Unfortunately, the requested feature is unsupported.
In general, your approach works fine: if you write
\usepackage[cmyk]{xcolor}
all color definitions result in cmyk colors. But shadings are special: they are not based on xcolor's drivers but on pgf's drivers. And the pgf drivers for shadings supports RGB, nothing else. I believe that pgf calls colorspace conversion routines in order to convert from cmyk back to RGB whenever it generates shadings.
What you need is a feature request for PGF in order to respect the global xcolor
configuration and to generate shadings in that color space.
There may be work-arounds. These, however, depend on the urgency - if you say that you will file feature requests and will live with the restriction, that is fine.
If you really need a workaround, you can continue reading.
The work-around that I have in mind is to use pgfplots. It has a couple of plot-related shadings and comes with its own related drivers. These, in turn, support cmyk - and most shadings can be expressed as plot-based shadings. The effort to convert these shadings from tikz pictures which have a super embedding into your pictures to pgfplots plots would be medium.
Here is an attempt in this direction:
\pdfcompresslevel=0
\documentclass{minimal}
%%% uncomment to use CMYK
\usepackage[cmyk]{xcolor}
\definecolor{mygreen}{cmyk}{1,0,0.57,0.42}
\usepackage{pgfplots}
\pgfplotsset{compat=1.8}
%%% uncomment to use RGB
% \usepackage[rgb]{xcolor}
% \definecolor{mygreen}{HTML}{009440}
\usepackage{tikz}
\begin{document}
\color{mygreen}{MY TEXT}
\tikz
\shade [left color=mygreen,right color=mygreen]
(1,1) rectangle (2,2);
%
\tikz
\fill [mygreen]
(1,1) rectangle (2,2);
\begin{tikzpicture}
% this statement is needed for pgfplots v1.8.
% pgfplots 1.9 or newer inherits it from
% \usepackage[cmyk]{xcolor}:
\pgfplotsset{mesh/colorspace explicit color output=cmyk}
\begin{axis}[
x=1cm,y=1cm,
hide axis,
view={0}{90}]
\addplot[surf,mesh/color input=explicit,shader=interp]
table[meta=cdata] {
x y cdata
1 1 color=mygreen
2 1 color=yellow
1 2 color=mygreen
2 2 color=yellow
};
\end{axis}
\end{tikzpicture}
\end{document}
It relies on a surface plot with explicit color using the rectangular coordinates (1cm,1cm) (2cm,2cm) and the colors are listed in the table. The verbose syntax color=<name>
is necessary to distinguish from something like 0,0,1
or gray=0.5
.
How's this?
settings.outformat="pdf";
size(5cm);
import graph;
pen[] pens = new pen[] {white, 0.9*red + 0.1*black, 0.75*black + 0.25*red, black};
path outerpath = ellipse((0,0), 2, 1.5);
path innerpath = (1,0.8);
path midpath(path p1, path p2, real t) {
pair f(real s) {
return (1-t)*relpoint(p1, s) + t*relpoint(p2, s);
}
path p = graph(f, 0, 1, operator ..) -- cycle;
return p;
}
int lastpath = pens.length - 1;
path[] paths = new path[lastpath + 1];
for (int i = 0; i <= lastpath; ++i) {
paths[i] = midpath(innerpath, outerpath, i/lastpath);
}
draw(paths, pens);
Best Answer
Thank you @CharlesStaats for your great tip regarding the
latticeshade
function.After doing more reading at Wikipedia I learned that the HSV color space consists simply of an RGB linear interpolation between the color sequence red--yellow--green--cyan--blue--magenta--red. Trimming that sequence to fit my need gives the following code.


◆ Problem to work on ◆
Once the images are set aside, write out the rest of the records exactly.
++++ Records provided ++++
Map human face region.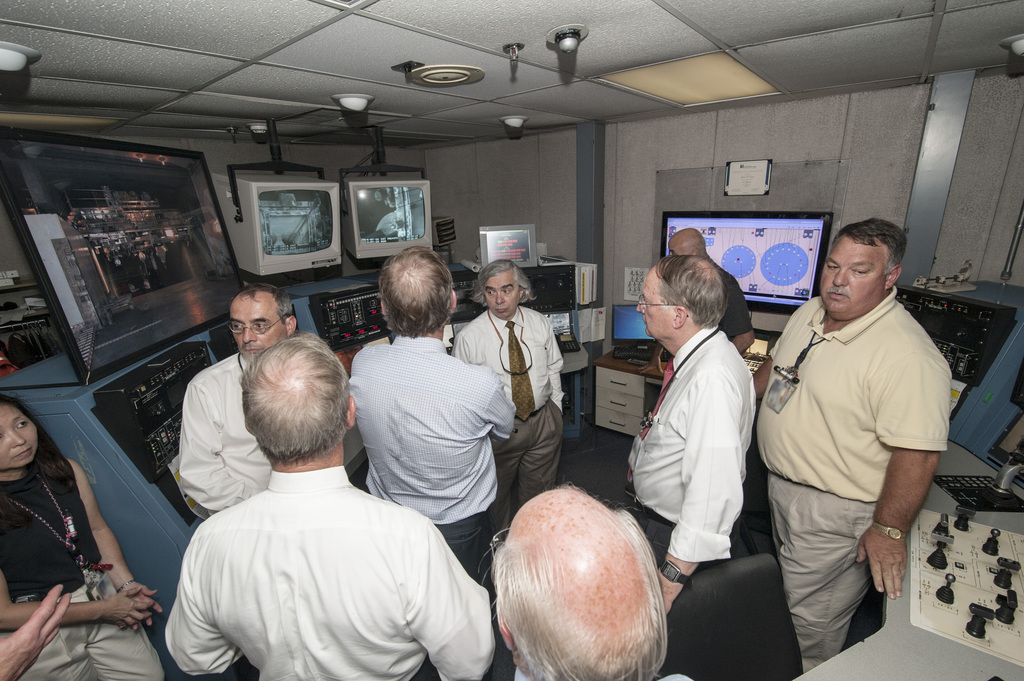
Mapped to box=[0, 408, 38, 471].
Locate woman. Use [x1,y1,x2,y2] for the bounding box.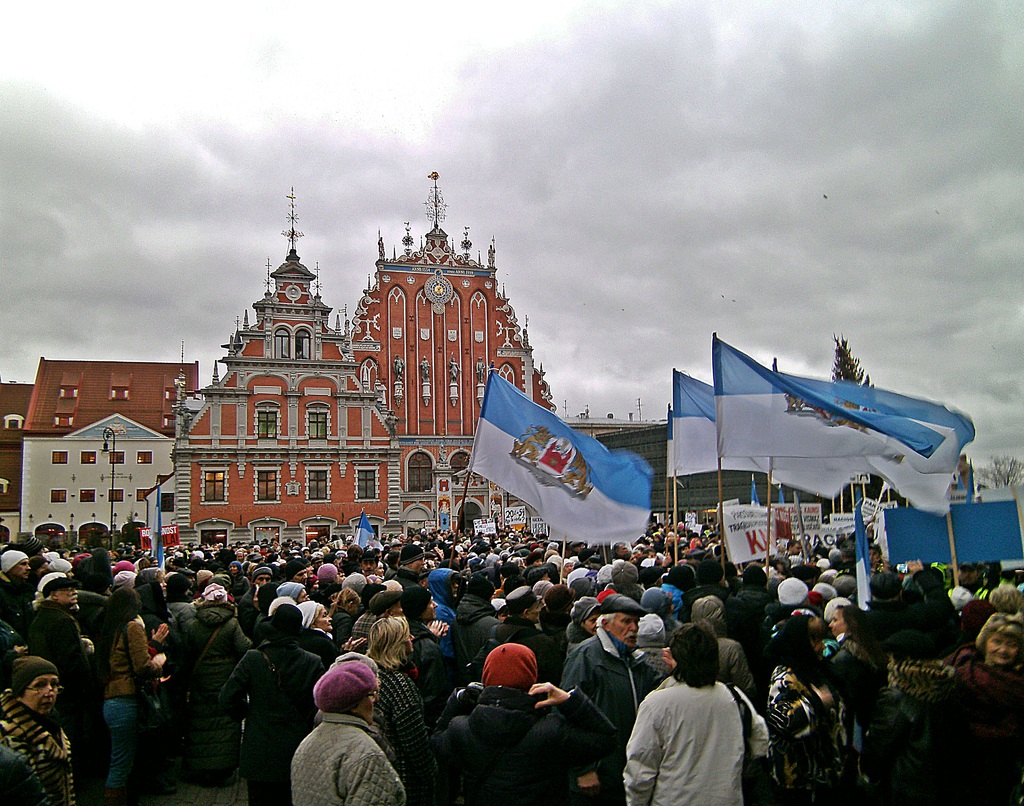
[616,626,765,805].
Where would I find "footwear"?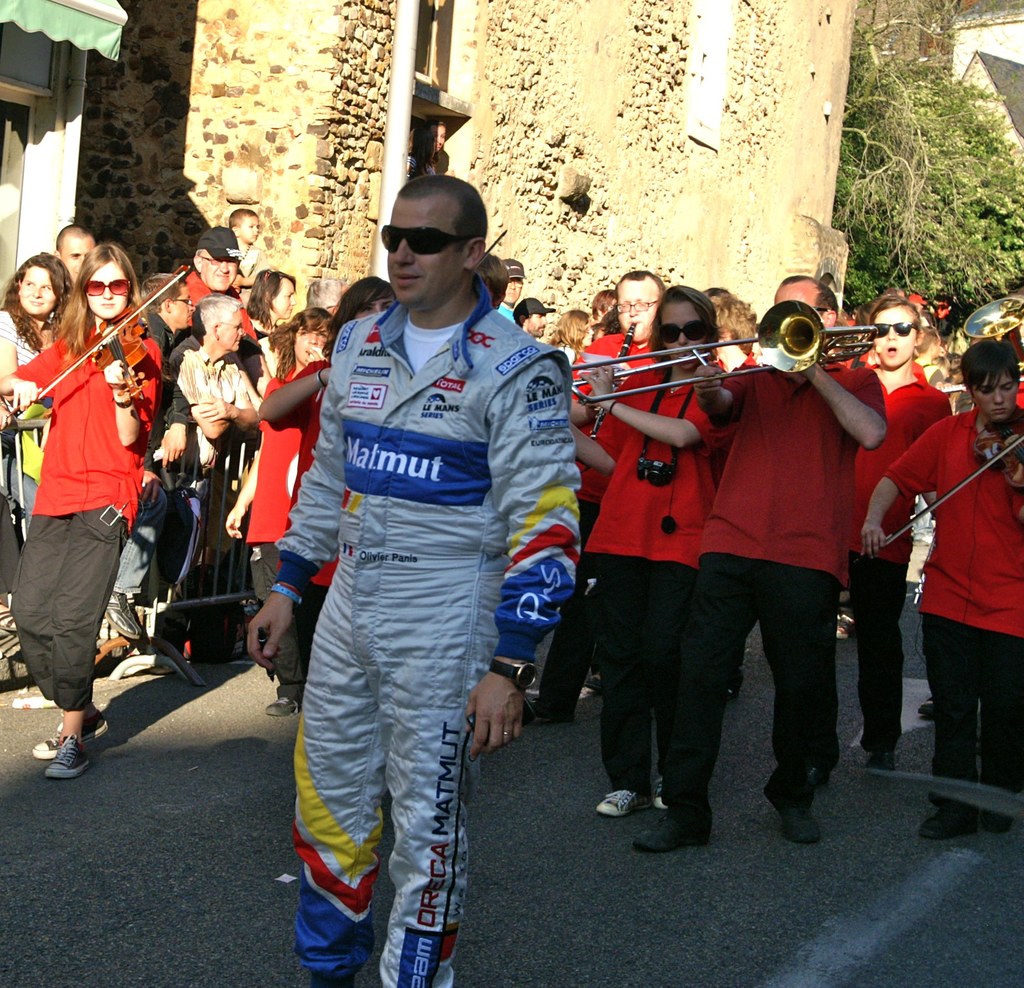
At BBox(726, 657, 746, 709).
++++
◆ Answer area ◆
Map human face region.
Mapped to box=[0, 408, 38, 471].
Locate woman. Use [x1,y1,x2,y2] for the bounding box.
[616,626,765,805].
Where would I find "footwear"?
At BBox(726, 657, 746, 709).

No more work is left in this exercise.